The head of Instagram, Adam Mosseri, has a message for all the photographers and creators on his platform: the future is artificial intelligence, and it’s time to adapt. In a recent post about the trends that will shape Instagram in 2026, Mosseri was surprisingly blunt about how AI is taking over.
“The feeds are starting to fill up with synthetic everything,” he wrote, admitting that the line between real and fake is getting blurrier. “Everything that made creators matter—the ability to be real, to connect, to have a voice that couldn’t be faked—is now suddenly accessible to anyone with the right tools.”
But instead of fighting the flood of AI-generated “slop,” Mosseri seems to be embracing it. He said there’s a lot of “amazing AI content” out there and suggested that instead of trying to label all the fake stuff, the platform should focus on “fingerprinting real media” to prove its authenticity. He even said that camera makers should figure out how to do this.
It’s a stark admission of defeat. Watermarks and other AI-detection tools have proven unreliable, and Meta has admitted it can’t reliably spot AI content on its own platform. So, Mosseri is saying that AI has won, and it’s not his problem to solve.
For the many photographers and creators who are already frustrated with Instagram’s algorithm, this is not good news. But Mosseri thinks Instagram’s vision is outdated. The old feed of “polished square photos “is dead,” he said. In a world full of perfect AI images, he suggests that the only way for real creators to stand out is to be more “raw” and “unflattering.”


> _Problem description_:
With pictures omitted, transcribe exactly the lines from the one containing "Image is 615x364 pixels." to the end of the records below.

> _Entries provided_:

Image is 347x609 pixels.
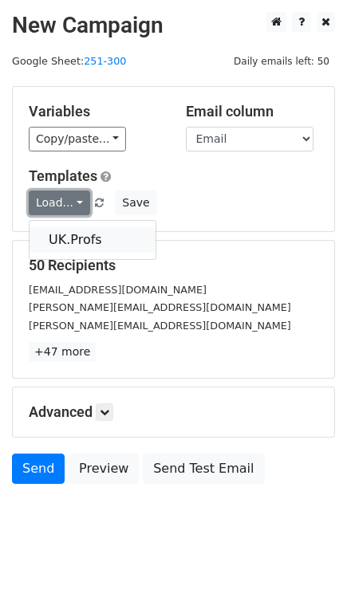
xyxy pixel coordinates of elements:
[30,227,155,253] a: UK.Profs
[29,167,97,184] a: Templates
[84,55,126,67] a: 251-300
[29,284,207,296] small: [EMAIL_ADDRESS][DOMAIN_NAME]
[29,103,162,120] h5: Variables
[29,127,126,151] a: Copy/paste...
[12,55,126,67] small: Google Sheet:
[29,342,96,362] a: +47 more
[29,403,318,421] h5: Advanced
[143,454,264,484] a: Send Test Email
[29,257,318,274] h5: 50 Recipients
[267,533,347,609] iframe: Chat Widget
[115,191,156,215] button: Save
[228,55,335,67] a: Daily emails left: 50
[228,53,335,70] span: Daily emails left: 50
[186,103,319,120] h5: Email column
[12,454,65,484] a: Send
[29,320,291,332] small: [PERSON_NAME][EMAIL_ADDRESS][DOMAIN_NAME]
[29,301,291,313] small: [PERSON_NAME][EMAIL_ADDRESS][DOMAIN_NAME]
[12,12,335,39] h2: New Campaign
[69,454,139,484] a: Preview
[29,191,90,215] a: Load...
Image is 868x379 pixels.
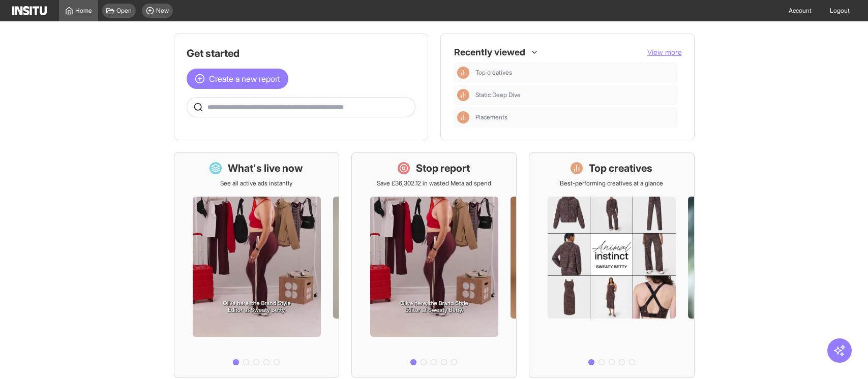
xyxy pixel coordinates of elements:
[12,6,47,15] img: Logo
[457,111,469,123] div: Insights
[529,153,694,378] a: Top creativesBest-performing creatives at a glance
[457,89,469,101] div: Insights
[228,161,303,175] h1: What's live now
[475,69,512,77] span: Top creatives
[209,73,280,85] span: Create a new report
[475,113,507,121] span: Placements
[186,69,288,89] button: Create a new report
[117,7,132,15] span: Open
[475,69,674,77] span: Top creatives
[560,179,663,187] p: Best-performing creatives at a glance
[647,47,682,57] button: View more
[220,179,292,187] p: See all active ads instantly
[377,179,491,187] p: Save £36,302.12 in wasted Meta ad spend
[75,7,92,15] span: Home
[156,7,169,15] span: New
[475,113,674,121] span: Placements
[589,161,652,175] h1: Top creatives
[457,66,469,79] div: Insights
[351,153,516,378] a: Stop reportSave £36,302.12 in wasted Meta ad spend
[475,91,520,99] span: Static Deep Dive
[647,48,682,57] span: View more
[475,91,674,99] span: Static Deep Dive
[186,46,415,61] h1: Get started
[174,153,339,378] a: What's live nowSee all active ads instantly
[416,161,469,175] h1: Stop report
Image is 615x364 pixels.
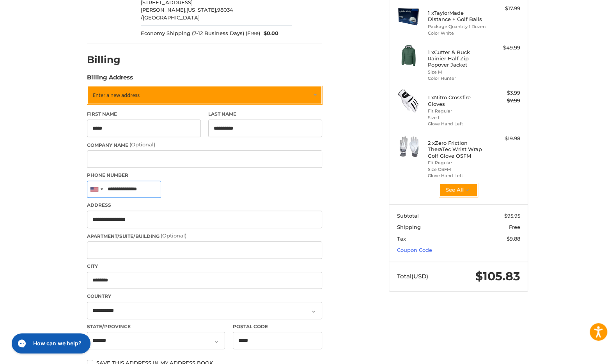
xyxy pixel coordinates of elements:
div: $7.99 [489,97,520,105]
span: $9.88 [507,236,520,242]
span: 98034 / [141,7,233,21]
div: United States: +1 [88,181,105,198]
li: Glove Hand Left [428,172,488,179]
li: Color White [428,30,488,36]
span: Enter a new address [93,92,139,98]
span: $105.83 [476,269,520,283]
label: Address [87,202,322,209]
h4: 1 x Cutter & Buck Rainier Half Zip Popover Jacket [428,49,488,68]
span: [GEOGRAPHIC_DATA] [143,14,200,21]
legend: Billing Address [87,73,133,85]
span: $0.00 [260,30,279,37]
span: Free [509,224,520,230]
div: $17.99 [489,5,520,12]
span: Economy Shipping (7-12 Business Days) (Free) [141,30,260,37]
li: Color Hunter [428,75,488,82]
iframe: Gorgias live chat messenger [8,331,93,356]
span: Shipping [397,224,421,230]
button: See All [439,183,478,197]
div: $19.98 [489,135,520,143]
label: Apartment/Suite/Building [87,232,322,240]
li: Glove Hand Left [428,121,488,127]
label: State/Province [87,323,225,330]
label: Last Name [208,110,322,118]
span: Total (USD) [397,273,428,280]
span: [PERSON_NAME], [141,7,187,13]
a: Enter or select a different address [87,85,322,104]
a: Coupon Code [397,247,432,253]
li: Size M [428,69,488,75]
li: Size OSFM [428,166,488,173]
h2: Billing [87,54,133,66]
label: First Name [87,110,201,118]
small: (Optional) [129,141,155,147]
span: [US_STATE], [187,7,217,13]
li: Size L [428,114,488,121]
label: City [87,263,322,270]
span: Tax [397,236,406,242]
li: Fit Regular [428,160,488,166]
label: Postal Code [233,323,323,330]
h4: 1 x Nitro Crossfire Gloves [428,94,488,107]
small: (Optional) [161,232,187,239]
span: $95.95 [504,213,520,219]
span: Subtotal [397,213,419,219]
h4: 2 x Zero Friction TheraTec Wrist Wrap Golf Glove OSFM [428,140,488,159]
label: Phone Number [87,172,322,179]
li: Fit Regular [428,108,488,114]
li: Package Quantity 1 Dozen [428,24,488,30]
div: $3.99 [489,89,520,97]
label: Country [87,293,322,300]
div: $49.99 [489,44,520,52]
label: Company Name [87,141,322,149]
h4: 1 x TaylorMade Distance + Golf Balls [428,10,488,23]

> _Written reply_:
Image is 615x364 pixels.
xyxy pixel coordinates of elements:
div: $7.99 [489,97,520,105]
span: $9.88 [507,236,520,242]
span: 98034 / [141,7,233,21]
div: United States: +1 [88,181,105,198]
li: Glove Hand Left [428,172,488,179]
li: Color White [428,30,488,36]
span: Enter a new address [93,92,139,98]
span: $105.83 [476,269,520,283]
label: Address [87,202,322,209]
h4: 1 x Cutter & Buck Rainier Half Zip Popover Jacket [428,49,488,68]
span: [GEOGRAPHIC_DATA] [143,14,200,21]
legend: Billing Address [87,73,133,85]
span: $0.00 [260,30,279,37]
span: Free [509,224,520,230]
div: $17.99 [489,5,520,12]
span: Economy Shipping (7-12 Business Days) (Free) [141,30,260,37]
li: Color Hunter [428,75,488,82]
iframe: Gorgias live chat messenger [8,331,93,356]
span: Shipping [397,224,421,230]
button: See All [439,183,478,197]
div: $19.98 [489,135,520,143]
label: Apartment/Suite/Building [87,232,322,240]
li: Glove Hand Left [428,121,488,127]
label: State/Province [87,323,225,330]
label: Last Name [208,110,322,118]
span: Total (USD) [397,273,428,280]
span: [PERSON_NAME], [141,7,187,13]
a: Enter or select a different address [87,85,322,104]
a: Coupon Code [397,247,432,253]
li: Size M [428,69,488,75]
li: Size OSFM [428,166,488,173]
h2: Billing [87,54,133,66]
label: First Name [87,110,201,118]
small: (Optional) [129,141,155,147]
span: [US_STATE], [187,7,217,13]
li: Size L [428,114,488,121]
label: City [87,263,322,270]
span: Tax [397,236,406,242]
li: Fit Regular [428,160,488,166]
label: Postal Code [233,323,323,330]
h4: 1 x Nitro Crossfire Gloves [428,94,488,107]
small: (Optional) [161,232,187,239]
span: $95.95 [504,213,520,219]
span: Subtotal [397,213,419,219]
h4: 2 x Zero Friction TheraTec Wrist Wrap Golf Glove OSFM [428,140,488,159]
label: Phone Number [87,172,322,179]
li: Fit Regular [428,108,488,114]
li: Package Quantity 1 Dozen [428,24,488,30]
div: $3.99 [489,89,520,97]
label: Country [87,293,322,300]
div: $49.99 [489,44,520,52]
label: Company Name [87,141,322,149]
h4: 1 x TaylorMade Distance + Golf Balls [428,10,488,23]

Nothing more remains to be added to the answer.